1.4) General Objective of the Study
The research question and problem statement give us an insight and motivation to analyze the relationship between China’s FDI and Malaysia’s economic growth, in which China’s outwards FDI and Malaysia’s GDP serve as the respective proxies. Our research will be able to serve as a significant contributor to the efforts in stimulating Malaysia’s economic growth as well as the field of development economics.
1.5) Specific Objectives of the Study
To examine the effect of China’s FDI on Malaysia’s economic growth from 1987-2009.
To examine the determinants of China’s FDI outflows in Malaysia.
To investigate the short-run dynamic linkage between FDI outflows (China) and economic growth (Malaysia).
1.6) Significance of the Study
Most of the empirical literatures in examining the relationship between FDI and economic growth were too general. The rapidly emerging economies in China who is able to provide huge investment funds, provided the recipient country is fundamentally strong in terms of macroeconomics and financial system have not been studied specifically. Thus, through our research, we may able to solve the problem by filling the gap resulted from past researchers. It is a very important study as it may suggest the rationality and suitability of further employing FDI (especially from China) as an engine of growth for Malaysia. As such, it might prevent waste of resources as the government can certainly allocate funds to appropriate areas for economic development and economic growth.

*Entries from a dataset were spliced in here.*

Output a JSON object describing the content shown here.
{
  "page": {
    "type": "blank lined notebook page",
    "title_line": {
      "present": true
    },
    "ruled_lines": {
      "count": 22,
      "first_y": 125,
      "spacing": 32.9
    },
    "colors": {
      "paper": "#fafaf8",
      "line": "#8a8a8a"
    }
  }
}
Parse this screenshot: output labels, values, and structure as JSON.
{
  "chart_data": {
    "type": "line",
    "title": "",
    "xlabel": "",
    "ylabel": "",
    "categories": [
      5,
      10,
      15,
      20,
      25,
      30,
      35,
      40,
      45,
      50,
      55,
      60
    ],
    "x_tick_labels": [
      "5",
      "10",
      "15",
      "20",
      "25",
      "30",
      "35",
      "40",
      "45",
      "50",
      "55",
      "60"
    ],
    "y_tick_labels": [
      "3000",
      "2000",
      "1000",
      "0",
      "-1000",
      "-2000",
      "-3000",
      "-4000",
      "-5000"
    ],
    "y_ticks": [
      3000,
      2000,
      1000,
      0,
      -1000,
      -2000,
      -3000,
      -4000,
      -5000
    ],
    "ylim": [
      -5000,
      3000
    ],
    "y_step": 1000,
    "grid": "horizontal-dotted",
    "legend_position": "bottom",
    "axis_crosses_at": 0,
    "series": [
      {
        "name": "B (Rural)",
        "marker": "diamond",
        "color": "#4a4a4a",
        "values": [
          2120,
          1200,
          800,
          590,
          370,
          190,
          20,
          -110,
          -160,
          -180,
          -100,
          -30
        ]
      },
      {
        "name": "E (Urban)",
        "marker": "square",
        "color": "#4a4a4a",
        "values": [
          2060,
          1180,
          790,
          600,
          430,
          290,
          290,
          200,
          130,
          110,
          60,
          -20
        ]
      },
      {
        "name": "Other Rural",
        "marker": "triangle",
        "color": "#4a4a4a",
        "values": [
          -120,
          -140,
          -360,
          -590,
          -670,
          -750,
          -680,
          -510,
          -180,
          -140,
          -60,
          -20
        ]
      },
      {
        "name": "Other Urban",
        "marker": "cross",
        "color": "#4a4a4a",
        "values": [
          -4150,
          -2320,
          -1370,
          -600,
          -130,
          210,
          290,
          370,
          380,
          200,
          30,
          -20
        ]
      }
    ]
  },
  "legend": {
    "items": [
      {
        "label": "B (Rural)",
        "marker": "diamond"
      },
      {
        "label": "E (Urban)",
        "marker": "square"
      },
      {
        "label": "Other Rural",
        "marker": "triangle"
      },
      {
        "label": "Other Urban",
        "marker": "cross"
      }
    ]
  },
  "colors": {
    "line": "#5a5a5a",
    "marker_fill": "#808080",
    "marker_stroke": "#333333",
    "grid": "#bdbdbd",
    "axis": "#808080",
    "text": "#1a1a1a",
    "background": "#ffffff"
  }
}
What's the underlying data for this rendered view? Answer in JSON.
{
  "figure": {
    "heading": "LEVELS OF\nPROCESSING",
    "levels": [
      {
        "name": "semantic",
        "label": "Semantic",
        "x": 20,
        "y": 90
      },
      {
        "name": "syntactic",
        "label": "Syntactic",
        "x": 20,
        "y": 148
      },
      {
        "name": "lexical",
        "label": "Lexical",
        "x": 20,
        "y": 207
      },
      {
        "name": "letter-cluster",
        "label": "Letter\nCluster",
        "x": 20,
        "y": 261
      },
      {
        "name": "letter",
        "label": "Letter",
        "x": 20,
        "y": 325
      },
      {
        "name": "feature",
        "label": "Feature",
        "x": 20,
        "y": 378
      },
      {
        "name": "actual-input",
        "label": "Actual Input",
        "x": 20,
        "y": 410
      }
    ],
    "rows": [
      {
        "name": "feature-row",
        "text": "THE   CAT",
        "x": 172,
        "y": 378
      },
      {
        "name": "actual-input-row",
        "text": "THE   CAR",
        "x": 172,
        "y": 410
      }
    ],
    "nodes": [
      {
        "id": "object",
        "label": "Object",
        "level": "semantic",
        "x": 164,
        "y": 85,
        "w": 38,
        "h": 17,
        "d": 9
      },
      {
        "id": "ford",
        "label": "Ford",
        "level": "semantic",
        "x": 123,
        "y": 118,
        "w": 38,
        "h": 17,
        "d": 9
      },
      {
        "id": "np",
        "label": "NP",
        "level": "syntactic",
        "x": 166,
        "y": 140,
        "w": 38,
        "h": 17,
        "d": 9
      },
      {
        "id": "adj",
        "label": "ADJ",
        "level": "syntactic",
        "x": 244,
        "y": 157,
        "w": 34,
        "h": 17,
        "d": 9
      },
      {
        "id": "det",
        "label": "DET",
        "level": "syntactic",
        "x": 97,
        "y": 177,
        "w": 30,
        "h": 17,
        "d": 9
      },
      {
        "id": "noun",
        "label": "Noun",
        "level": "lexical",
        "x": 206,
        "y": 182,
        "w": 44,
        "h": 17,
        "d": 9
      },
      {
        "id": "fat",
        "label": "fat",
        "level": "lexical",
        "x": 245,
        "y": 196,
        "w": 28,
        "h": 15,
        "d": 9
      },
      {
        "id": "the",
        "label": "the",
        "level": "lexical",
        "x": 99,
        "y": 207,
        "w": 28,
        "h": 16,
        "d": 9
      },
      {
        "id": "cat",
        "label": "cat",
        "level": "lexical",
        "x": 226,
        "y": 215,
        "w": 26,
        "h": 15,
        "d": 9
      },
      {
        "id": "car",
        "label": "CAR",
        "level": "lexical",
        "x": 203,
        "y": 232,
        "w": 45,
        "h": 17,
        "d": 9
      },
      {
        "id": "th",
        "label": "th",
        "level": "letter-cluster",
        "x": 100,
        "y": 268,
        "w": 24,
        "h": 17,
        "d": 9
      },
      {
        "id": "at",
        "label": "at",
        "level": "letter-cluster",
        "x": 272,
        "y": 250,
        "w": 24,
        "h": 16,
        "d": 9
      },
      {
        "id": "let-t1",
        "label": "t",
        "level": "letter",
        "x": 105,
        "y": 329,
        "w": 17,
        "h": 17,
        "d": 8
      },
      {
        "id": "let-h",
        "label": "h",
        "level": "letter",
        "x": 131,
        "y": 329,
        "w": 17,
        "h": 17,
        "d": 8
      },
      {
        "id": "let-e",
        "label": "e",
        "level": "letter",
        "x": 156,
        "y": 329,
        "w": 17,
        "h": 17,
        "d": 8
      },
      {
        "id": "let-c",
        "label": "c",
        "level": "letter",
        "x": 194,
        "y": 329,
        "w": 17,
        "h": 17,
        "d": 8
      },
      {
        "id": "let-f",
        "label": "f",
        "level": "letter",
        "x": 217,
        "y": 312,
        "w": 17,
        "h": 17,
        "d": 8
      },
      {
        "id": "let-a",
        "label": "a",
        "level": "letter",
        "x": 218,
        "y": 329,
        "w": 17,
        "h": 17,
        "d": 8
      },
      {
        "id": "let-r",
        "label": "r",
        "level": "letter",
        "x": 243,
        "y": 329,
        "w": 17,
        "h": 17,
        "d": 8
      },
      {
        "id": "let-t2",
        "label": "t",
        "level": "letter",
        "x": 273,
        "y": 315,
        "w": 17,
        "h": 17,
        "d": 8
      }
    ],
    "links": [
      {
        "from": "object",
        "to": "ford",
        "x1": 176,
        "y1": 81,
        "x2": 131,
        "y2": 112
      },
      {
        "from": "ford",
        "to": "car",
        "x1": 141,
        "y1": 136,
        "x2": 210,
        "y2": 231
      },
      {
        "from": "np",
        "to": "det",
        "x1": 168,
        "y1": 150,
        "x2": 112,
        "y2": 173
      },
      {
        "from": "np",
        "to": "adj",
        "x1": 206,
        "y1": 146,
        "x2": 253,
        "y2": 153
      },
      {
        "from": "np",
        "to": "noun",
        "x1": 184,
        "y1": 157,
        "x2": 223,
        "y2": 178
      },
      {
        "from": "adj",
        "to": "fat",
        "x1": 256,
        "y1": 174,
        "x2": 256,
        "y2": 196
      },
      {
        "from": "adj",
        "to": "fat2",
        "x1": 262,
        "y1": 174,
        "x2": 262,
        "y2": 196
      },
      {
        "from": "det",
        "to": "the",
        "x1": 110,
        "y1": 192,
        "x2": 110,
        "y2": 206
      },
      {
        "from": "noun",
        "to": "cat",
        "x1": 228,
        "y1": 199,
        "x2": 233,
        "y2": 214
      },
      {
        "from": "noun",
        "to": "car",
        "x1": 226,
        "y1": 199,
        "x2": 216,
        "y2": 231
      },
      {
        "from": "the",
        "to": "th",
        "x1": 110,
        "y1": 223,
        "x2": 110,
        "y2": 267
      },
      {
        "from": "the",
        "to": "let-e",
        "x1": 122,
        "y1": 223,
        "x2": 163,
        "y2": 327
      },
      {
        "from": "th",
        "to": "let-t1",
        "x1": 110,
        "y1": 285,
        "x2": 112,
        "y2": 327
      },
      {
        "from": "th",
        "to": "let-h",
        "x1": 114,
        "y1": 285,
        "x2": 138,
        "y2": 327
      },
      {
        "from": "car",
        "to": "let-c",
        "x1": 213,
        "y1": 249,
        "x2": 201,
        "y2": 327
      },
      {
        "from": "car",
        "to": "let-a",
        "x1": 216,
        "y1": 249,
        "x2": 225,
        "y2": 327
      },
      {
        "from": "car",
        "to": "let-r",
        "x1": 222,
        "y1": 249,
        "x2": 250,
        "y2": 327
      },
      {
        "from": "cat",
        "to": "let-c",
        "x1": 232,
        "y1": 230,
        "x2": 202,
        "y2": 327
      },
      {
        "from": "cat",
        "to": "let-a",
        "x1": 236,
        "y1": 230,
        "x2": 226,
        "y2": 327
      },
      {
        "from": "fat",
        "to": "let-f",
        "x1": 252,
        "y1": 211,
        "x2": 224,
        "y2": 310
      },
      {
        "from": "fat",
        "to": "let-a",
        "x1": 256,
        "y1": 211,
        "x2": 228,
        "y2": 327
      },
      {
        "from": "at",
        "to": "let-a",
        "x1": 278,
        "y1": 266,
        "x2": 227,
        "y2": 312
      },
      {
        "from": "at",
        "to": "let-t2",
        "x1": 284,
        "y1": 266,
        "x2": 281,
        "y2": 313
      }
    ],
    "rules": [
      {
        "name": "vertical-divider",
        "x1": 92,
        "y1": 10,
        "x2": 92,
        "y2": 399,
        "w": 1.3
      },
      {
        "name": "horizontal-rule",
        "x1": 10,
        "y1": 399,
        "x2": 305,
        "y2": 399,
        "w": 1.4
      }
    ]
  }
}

In addition, the study on the determinants of China’s FDI (outward) might suggests some appropriate factors in attracting China’s outward FDI, which will in turn enhance the efficiency and effectiveness in the efforts or process of attracting China’s FDI into Malaysia. Therefore, the study may assists policy makers in their decisions to enlarge or enhance certain promising areas, for example market size and human capital development in order to attract China’s FDI into Malaysia, and thus stimulate economic growth.
In short, by conducting this study, we will be able to provide more robust results on the impact of Malaysia’s trade openness, financial development, and most significantly China’s FDI on Malaysia’s economic growth. The relationship was seldom being analyzed by previous researchers. Note that FDI is important to stimulate private investment as well as to create job opportunities. In addition, after the study, we can clarify the determinants of China’s FDI outflows, specifically the relationship between Malaysia’s market size, exchange rate, human capital development (all are independent variables), and China’s FDI outflows (the dependent variable). Lastly, the causal relationship between China’s FDI and Malaysia’s economic growth can also be justified after the study. All three aspects being mentioned above are crucial in assisting policy makers to implement sound and wise policies, strategies as well as programs. Therefore, we hope that our research could contribute to the society as well as the nation as a whole in the expansion and development of our country in order to achieve 2020 Vision and become a developed nation.
1.7) Organization of the Paper
The remaining sections are organized as the followings: section 2 represents literature review, followed by section 3 which illustrates the data description and methodology being employed. Our empirical results and interpretation are in section 4 before we conclude in section 5.